In the case of new build each 30 premises passed share 2.488 Gbps downstream, 1.244 Gbps upstream.
This is physical layer rate not what may actually be carried as useful goodput.
After overheads, etc, you're closer to 2.1-2.2 Gbps down, 1.05-1.1 Gbps up.
Overbuild/brownfield FTTP same planning guidelines I believe though they may initially combine the premises so more are sharing the bandwidth and split the PONs as take up rises.
Either way no more than 30 connected premises per OLT port with the numbers above, so the many dozens of users are actually no more than 2.5 dozen sharing each port.
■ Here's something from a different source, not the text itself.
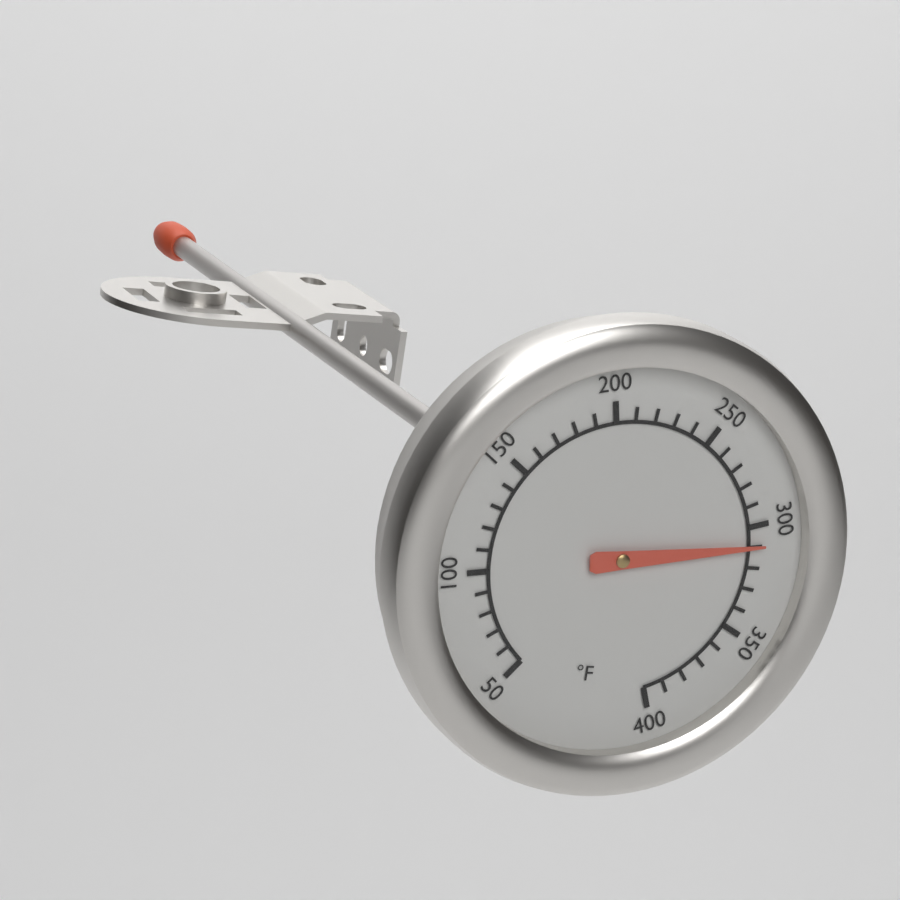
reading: 310 °F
Should a PON saturate Openreach options are the same as VM's - add more capacity to the PON via XGSPON overlay and WDM or reduce the premises passed and in turn customers connected to the PON by placing half of it on a new port.
I mention XGSPON specifically as the burst optics required to support it are at the cost point where skimping and going with asymmetrical XGPON is not really worthwhile anymore, the only caveat is that using XGSPON over XGPON reduces the ports per line card in half right now though I'm sure that'll change.
EDIT: Just to clarify: yes, selling a gigabit upstream over GPON as Vodafone/CityFibre are is really pushing your luck however GPON shares bandwidth and congests more gracefully than the DoCSIS used in cable networks so some saturation isn't a problem.